Boosting Capital and Operational Efficiency During Data Center Transformation

Cloudify your data center with InCommand

Instead of simply viewing unused capacity as a drain on the company, why not see it as available inventory and a dynamic capital resource?

Any enterprise management team knows that data centers are expensive to build, staff and operate. For the many who have invested millions in data center infrastructure, they know a huge amount of spare capacity most likely exists, just waiting to be consumed.

 

Some reports point to enterprise data centers being put up for sale after only four or five years of operation because they’re running under 40% capacity. For enterprises embarking on digital transformation, are there any alternatives to dropping these assets, and risking millions of dollars in sunk capital?

Enterprises-evaluating-data-center-assets

Diversity here to stay

In reality, most enterprises have workloads distributed across a vast range of physical and virtual platforms. Likely, a bulk reside in on-premise data centers, while others are deployed across disparate cloud and colocation facilities. Some are probably still found in server rooms or closets in branch offices.

When organizations look to consolidate such diverse infrastructure portfolios, a large scale migration to a single cloud platform is incredibly rare. Even digital transformation projects that do involve a major migration see just 40% of enterprise workloads ultimately moving to the cloud.Many legacy applications are not cloud ready and will never be cloud friendly. That still leaves the majority operating within the confines of the enterprise data center. Whether the goal for a digital transformation project at the onset is a wholesale “lift-and-shift” migration or an incremental optimization, it’s valid to address the state of the existing data centers.
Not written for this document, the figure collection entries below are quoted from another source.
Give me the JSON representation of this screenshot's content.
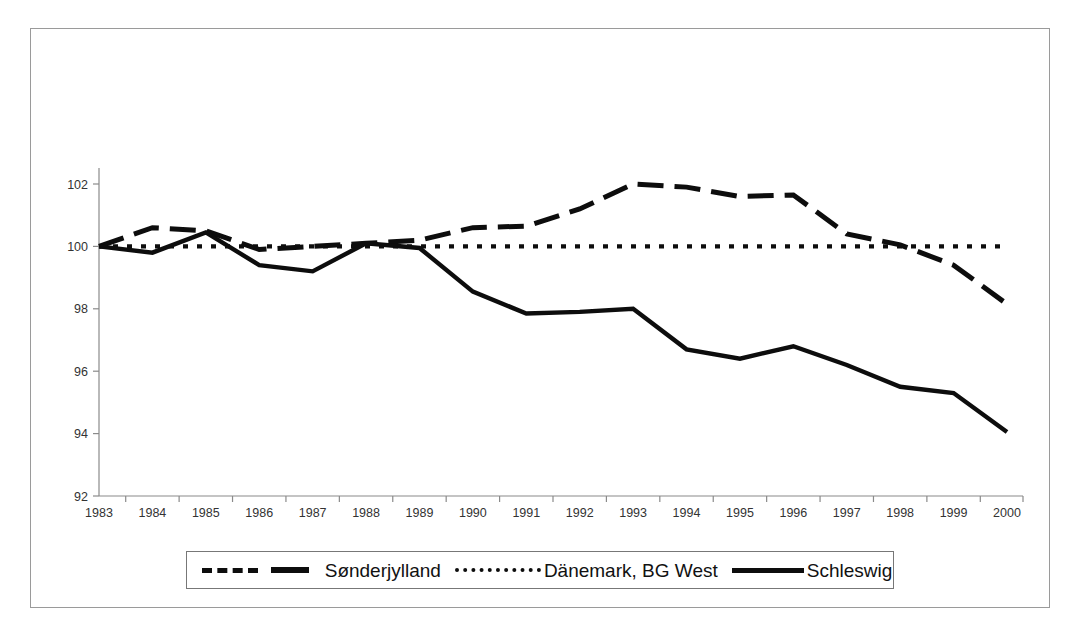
{
  "chart_data": {
    "type": "line",
    "title": "",
    "subtitle": "",
    "xlabel": "",
    "ylabel": "",
    "categories": [
      "1983",
      "1984",
      "1985",
      "1986",
      "1987",
      "1988",
      "1989",
      "1990",
      "1991",
      "1992",
      "1993",
      "1994",
      "1995",
      "1996",
      "1997",
      "1998",
      "1999",
      "2000"
    ],
    "ylim": [
      92,
      102
    ],
    "yticks": [
      92,
      94,
      96,
      98,
      100,
      102
    ],
    "ytick_labels": [
      "92",
      "94",
      "96",
      "98",
      "100",
      "102"
    ],
    "grid": false,
    "legend_position": "bottom",
    "series": [
      {
        "name": "Sønderjylland",
        "style": "dashed",
        "color": "#0d0d0d",
        "values": [
          100.0,
          100.6,
          100.5,
          99.9,
          100.0,
          100.1,
          100.2,
          100.6,
          100.65,
          101.2,
          102.0,
          101.9,
          101.6,
          101.65,
          100.4,
          100.05,
          99.4,
          98.15
        ]
      },
      {
        "name": "Dänemark, BG West",
        "style": "dotted",
        "color": "#0d0d0d",
        "values": [
          100.0,
          100.0,
          100.0,
          100.0,
          100.0,
          100.0,
          100.0,
          100.0,
          100.0,
          100.0,
          100.0,
          100.0,
          100.0,
          100.0,
          100.0,
          100.0,
          100.0,
          100.0
        ]
      },
      {
        "name": "Schleswig",
        "style": "solid",
        "color": "#0d0d0d",
        "values": [
          100.0,
          99.8,
          100.45,
          99.4,
          99.2,
          100.1,
          99.95,
          98.55,
          97.85,
          97.9,
          98.0,
          96.7,
          96.4,
          96.8,
          96.2,
          95.5,
          95.3,
          94.05
        ]
      }
    ]
  },
  "axes": {
    "y_axis_name": "index-value-axis",
    "x_axis_name": "year-axis"
  },
  "legend": {
    "entries": [
      {
        "label": "Sønderjylland",
        "style": "dashed"
      },
      {
        "label": "Dänemark, BG West",
        "style": "dotted"
      },
      {
        "label": "Schleswig",
        "style": "solid"
      }
    ]
  }
}
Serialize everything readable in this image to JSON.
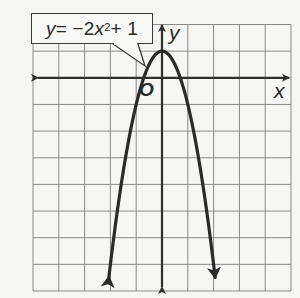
{
  "chart_data": {
    "type": "line",
    "title": "",
    "equation_label": "y = −2x² + 1",
    "function": "y = -2x^2 + 1",
    "xlabel": "x",
    "ylabel": "y",
    "origin_label": "O",
    "xlim": [
      -5,
      5
    ],
    "ylim": [
      -8,
      2
    ],
    "grid": true,
    "grid_step": 1,
    "vertex": [
      0,
      1
    ],
    "x_intercepts": [
      -0.707,
      0.707
    ],
    "series": [
      {
        "name": "y = -2x^2 + 1",
        "x": [
          -2.06,
          -2.0,
          -1.5,
          -1.0,
          -0.707,
          -0.5,
          0,
          0.5,
          0.707,
          1.0,
          1.5,
          2.0,
          2.06
        ],
        "y": [
          -7.5,
          -7,
          -3.5,
          -1,
          0,
          0.5,
          1,
          0.5,
          0,
          -1,
          -3.5,
          -7,
          -7.5
        ],
        "arrows_at_ends": true
      }
    ]
  },
  "labels": {
    "equation_y": "y",
    "equation_eq": " = −2",
    "equation_x": "x",
    "equation_exp": "2",
    "equation_tail": " + 1",
    "x_axis": "x",
    "y_axis": "y",
    "origin": "O"
  },
  "colors": {
    "background": "#f6f6f4",
    "grid": "#8a8a8a",
    "axes": "#2f2f2f",
    "curve": "#2a2a2a"
  }
}
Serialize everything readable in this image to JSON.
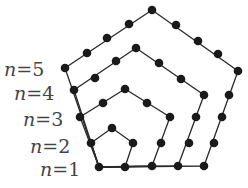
{
  "labels": [
    {
      "text": "n = 5",
      "var": "n",
      "eq": "=5",
      "x": 4,
      "y": 76
    },
    {
      "text": "n = 4",
      "var": "n",
      "eq": "=4",
      "x": 14,
      "y": 100
    },
    {
      "text": "n = 3",
      "var": "n",
      "eq": "=3",
      "x": 23,
      "y": 126
    },
    {
      "text": "n = 2",
      "var": "n",
      "eq": "=2",
      "x": 30,
      "y": 153
    },
    {
      "text": "n = 1",
      "var": "n",
      "eq": "=1",
      "x": 40,
      "y": 176
    }
  ],
  "pentagons": [
    {
      "n": 2,
      "points": [
        [
          99,
          167
        ],
        [
          125,
          167
        ],
        [
          133,
          143
        ],
        [
          112,
          128
        ],
        [
          91,
          143
        ]
      ]
    },
    {
      "n": 3,
      "points": [
        [
          99,
          167
        ],
        [
          152,
          166
        ],
        [
          170,
          117
        ],
        [
          125,
          89
        ],
        [
          80,
          117
        ]
      ]
    },
    {
      "n": 4,
      "points": [
        [
          99,
          167
        ],
        [
          178,
          166
        ],
        [
          204,
          95
        ],
        [
          136,
          48
        ],
        [
          74,
          90
        ]
      ]
    },
    {
      "n": 5,
      "points": [
        [
          99,
          167
        ],
        [
          204,
          166
        ],
        [
          238,
          71
        ],
        [
          152,
          10
        ],
        [
          65,
          68
        ]
      ]
    }
  ],
  "dots": [
    [
      99,
      167
    ],
    [
      125,
      167
    ],
    [
      152,
      166
    ],
    [
      178,
      166
    ],
    [
      204,
      166
    ],
    [
      91,
      143
    ],
    [
      80,
      117
    ],
    [
      74,
      90
    ],
    [
      65,
      68
    ],
    [
      133,
      143
    ],
    [
      112,
      128
    ],
    [
      161,
      143
    ],
    [
      170,
      117
    ],
    [
      147,
      103
    ],
    [
      125,
      89
    ],
    [
      103,
      103
    ],
    [
      189,
      143
    ],
    [
      196,
      117
    ],
    [
      204,
      95
    ],
    [
      181,
      79
    ],
    [
      159,
      63
    ],
    [
      136,
      48
    ],
    [
      116,
      61
    ],
    [
      95,
      78
    ],
    [
      214,
      143
    ],
    [
      222,
      117
    ],
    [
      229,
      95
    ],
    [
      238,
      71
    ],
    [
      218,
      54
    ],
    [
      198,
      41
    ],
    [
      176,
      25
    ],
    [
      152,
      10
    ],
    [
      129,
      24
    ],
    [
      107,
      38
    ],
    [
      87,
      53
    ]
  ]
}
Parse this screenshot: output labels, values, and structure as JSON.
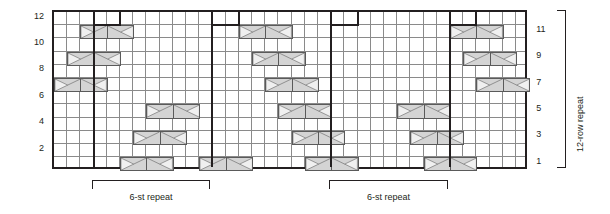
{
  "chart_data": {
    "type": "table",
    "title": "",
    "grid": {
      "columns": 36,
      "rows": 12,
      "cell_width": 13.2,
      "cell_height": 13.2,
      "origin_x": 52,
      "origin_y": 10,
      "grid_line_color": "#8a8a8a",
      "border_color": "#231f20",
      "background": "#ffffff",
      "grid_on": true
    },
    "row_labels_left": [
      "12",
      "10",
      "8",
      "6",
      "4",
      "2"
    ],
    "row_labels_left_rows": [
      12,
      10,
      8,
      6,
      4,
      2
    ],
    "row_labels_right": [
      "11",
      "9",
      "7",
      "5",
      "3",
      "1"
    ],
    "row_labels_right_rows": [
      11,
      9,
      7,
      5,
      3,
      1
    ],
    "symbol": {
      "name": "cable-cross-2x1",
      "width_cells": 2,
      "height_cells": 1,
      "fill": "#d4d4d4",
      "stroke": "#5a5a5a"
    },
    "cables": [
      {
        "row": 11,
        "col": 3,
        "dir": "right"
      },
      {
        "row": 11,
        "col": 5,
        "dir": "left"
      },
      {
        "row": 9,
        "col": 2,
        "dir": "right"
      },
      {
        "row": 9,
        "col": 4,
        "dir": "left"
      },
      {
        "row": 7,
        "col": 1,
        "dir": "right"
      },
      {
        "row": 7,
        "col": 3,
        "dir": "left"
      },
      {
        "row": 11,
        "col": 15,
        "dir": "right"
      },
      {
        "row": 11,
        "col": 17,
        "dir": "left"
      },
      {
        "row": 9,
        "col": 16,
        "dir": "right"
      },
      {
        "row": 9,
        "col": 18,
        "dir": "left"
      },
      {
        "row": 7,
        "col": 17,
        "dir": "right"
      },
      {
        "row": 7,
        "col": 19,
        "dir": "left"
      },
      {
        "row": 5,
        "col": 18,
        "dir": "right"
      },
      {
        "row": 5,
        "col": 20,
        "dir": "left"
      },
      {
        "row": 3,
        "col": 19,
        "dir": "right"
      },
      {
        "row": 3,
        "col": 21,
        "dir": "left"
      },
      {
        "row": 1,
        "col": 20,
        "dir": "right"
      },
      {
        "row": 1,
        "col": 22,
        "dir": "left"
      },
      {
        "row": 5,
        "col": 8,
        "dir": "right"
      },
      {
        "row": 5,
        "col": 10,
        "dir": "left"
      },
      {
        "row": 3,
        "col": 7,
        "dir": "right"
      },
      {
        "row": 3,
        "col": 9,
        "dir": "left"
      },
      {
        "row": 1,
        "col": 6,
        "dir": "right"
      },
      {
        "row": 1,
        "col": 8,
        "dir": "left"
      },
      {
        "row": 5,
        "col": 27,
        "dir": "right"
      },
      {
        "row": 5,
        "col": 29,
        "dir": "left"
      },
      {
        "row": 3,
        "col": 28,
        "dir": "right"
      },
      {
        "row": 3,
        "col": 30,
        "dir": "left"
      },
      {
        "row": 1,
        "col": 29,
        "dir": "right"
      },
      {
        "row": 1,
        "col": 31,
        "dir": "left"
      },
      {
        "row": 11,
        "col": 31,
        "dir": "right"
      },
      {
        "row": 11,
        "col": 33,
        "dir": "left"
      },
      {
        "row": 9,
        "col": 32,
        "dir": "right"
      },
      {
        "row": 9,
        "col": 34,
        "dir": "left"
      },
      {
        "row": 7,
        "col": 33,
        "dir": "right"
      },
      {
        "row": 7,
        "col": 35,
        "dir": "left"
      },
      {
        "row": 1,
        "col": 12,
        "dir": "right"
      },
      {
        "row": 1,
        "col": 14,
        "dir": "left"
      }
    ],
    "repeat_lines_cols": [
      4,
      13,
      22,
      31
    ],
    "steps": [
      {
        "col": 4,
        "row": 11
      },
      {
        "col": 13,
        "row": 11
      },
      {
        "col": 22,
        "row": 11
      },
      {
        "col": 31,
        "row": 11
      }
    ]
  },
  "brackets": {
    "st_repeat_1": {
      "label": "6-st repeat",
      "start_col": 4,
      "end_col": 13
    },
    "st_repeat_2": {
      "label": "6-st repeat",
      "start_col": 22,
      "end_col": 31
    },
    "row_repeat": {
      "label": "12-row repeat",
      "start_row": 1,
      "end_row": 12
    }
  }
}
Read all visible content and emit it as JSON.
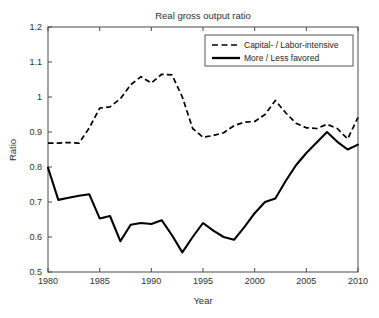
{
  "chart_data": {
    "type": "line",
    "title": "Real gross output ratio",
    "xlabel": "Year",
    "ylabel": "Ratio",
    "xlim": [
      1980,
      2010
    ],
    "ylim": [
      0.5,
      1.2
    ],
    "xticks": [
      1980,
      1985,
      1990,
      1995,
      2000,
      2005,
      2010
    ],
    "xtick_labels": [
      "1980",
      "1985",
      "1990",
      "1995",
      "2000",
      "2005",
      "2010"
    ],
    "yticks": [
      0.5,
      0.6,
      0.7,
      0.8,
      0.9,
      1.0,
      1.1,
      1.2
    ],
    "ytick_labels": [
      "0.5",
      "0.6",
      "0.7",
      "0.8",
      "0.9",
      "1",
      "1.1",
      "1.2"
    ],
    "grid": false,
    "legend_position": "upper right",
    "x": [
      1980,
      1981,
      1982,
      1983,
      1984,
      1985,
      1986,
      1987,
      1988,
      1989,
      1990,
      1991,
      1992,
      1993,
      1994,
      1995,
      1996,
      1997,
      1998,
      1999,
      2000,
      2001,
      2002,
      2003,
      2004,
      2005,
      2006,
      2007,
      2008,
      2009,
      2010
    ],
    "series": [
      {
        "name": "Capital- / Labor-intensive",
        "style": "dashed",
        "color": "#000000",
        "values": [
          0.868,
          0.868,
          0.87,
          0.868,
          0.912,
          0.968,
          0.972,
          0.995,
          1.035,
          1.058,
          1.04,
          1.065,
          1.063,
          1.0,
          0.91,
          0.885,
          0.89,
          0.898,
          0.918,
          0.928,
          0.93,
          0.95,
          0.99,
          0.955,
          0.925,
          0.912,
          0.91,
          0.922,
          0.91,
          0.88,
          0.942
        ]
      },
      {
        "name": "More / Less favored",
        "style": "solid",
        "color": "#000000",
        "values": [
          0.798,
          0.706,
          0.712,
          0.718,
          0.722,
          0.653,
          0.66,
          0.588,
          0.635,
          0.64,
          0.637,
          0.648,
          0.605,
          0.556,
          0.6,
          0.64,
          0.618,
          0.6,
          0.592,
          0.628,
          0.668,
          0.7,
          0.71,
          0.76,
          0.805,
          0.84,
          0.87,
          0.9,
          0.872,
          0.85,
          0.864
        ]
      }
    ]
  },
  "legend": {
    "entries": [
      {
        "label": "Capital- / Labor-intensive"
      },
      {
        "label": "More / Less favored"
      }
    ]
  }
}
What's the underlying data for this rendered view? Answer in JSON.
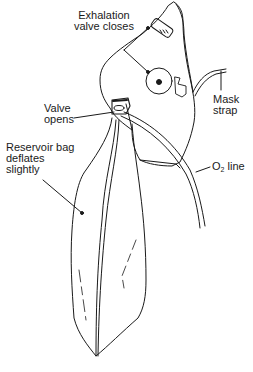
{
  "diagram": {
    "type": "illustration",
    "labels": {
      "exhalation_valve": {
        "line1": "Exhalation",
        "line2": "valve closes"
      },
      "mask_strap": {
        "line1": "Mask",
        "line2": "strap"
      },
      "valve_opens": {
        "line1": "Valve",
        "line2": "opens"
      },
      "reservoir_bag": {
        "line1": "Reservoir bag",
        "line2": "deflates",
        "line3": "slightly"
      },
      "o2_line": {
        "prefix": "O",
        "subscript": "2",
        "suffix": " line"
      }
    },
    "colors": {
      "stroke": "#1a1a1a",
      "background": "#ffffff"
    }
  }
}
When debating what to do with legacy data center assets, two goals should be top of mind: capital efficiency and operational excellence.

Considering the Full Picture of Capital Efficiency

Instead of simply viewing unused capacity as a drain on the company, why not see the enterprise data center as available inventory and a dynamic capital resource that should be optimized?

It is possible to free up capital through flexible sale-leaseback deals, which enable enterprises to realize capital gains without losing control of their infrastructural flexibility. But not all sale-leaseback options are equal. Some offerings are inflexible and can only offer rigid turnkey arrangements following the sale with little to no optionality. Enterprises may find the benefits of a one-time capital injection through the sale of underlying physical data center capacity can quickly dissipate as they are faced with subsequent unpredictable migration costs. Furthermore, it’s difficult to forecast future rent costs as a tenant and to access new capacity within the same data center as cost-effective a manner as previously existed.

underutilized-data-center-space

What can appear as a tempting option to generate capital can in fact render IT worse off by requiring it to sacrifice control over future infrastructure capacity options.

It’s therefore prudent to always consider the digital infrastructure sector’s shifting market dynamics that may prevent such arrangements from playing out as expected. This sentiment was echoed by Hoya Capital in a recent note, “It’s hard to predict what the competitive dynamics of the data center will look like in 2022, much less 2030.” If as a CIO you are squeezed out of what originally was and owned and operated data center, it may be impossible to know what the availability and cost of alternative colocation expansion capacity will be.

Like digital transformation itself, the future of supply and demand in the data center sector is not a fixed reality, but is one where all possible outcomes must be considered given volatile market dynamics and the full range of risk factors.

InCommand and in Control Through Operational Excellence

As a commercial data center developer and operator, Serverfarm understands how to create value from existing capacity drawing from its seasoned financial and engineering acumen.

Serverfarm has deep experience creating capital returns through the acquisition of enterprise data center assets and subsequently running those data centers as multi-tenant environments with vastly improved operational efficiency. This optimizes enterprises’ total cost of ownership by lowering ongoing operational expense, while sustaining operational flexibility.  

Serverfarm’s operational and engineering capabilities are fully manifested through its development of InCommand: a unique cloud-based platform that ensures consistent operational excellence across its own and client data centers. InCommand provides enterprises with the ability to consume additional capacity in an elastic, scalable fashion in a cloud- like fashion. 

Planning the transformation journey

Enterprises who achieve economic and operational transformation within their own environments stand not only to free up capital and optimize processes, but also improve control. By transforming enterprise data centers into flexible, cloud-like execution venues, Serverfarm provides a blueprint for digital transformation across the IT stack and paves the way for the realization of true business outcomes.  With InCommand providing the platform, processes and tools which put the data center at the heart of digital transformation, enterprises  retain control of their cloud journey.

If you own and operate a data center fleet, speak with Serverfarm about the options to accelerate your enterprise digital transformation.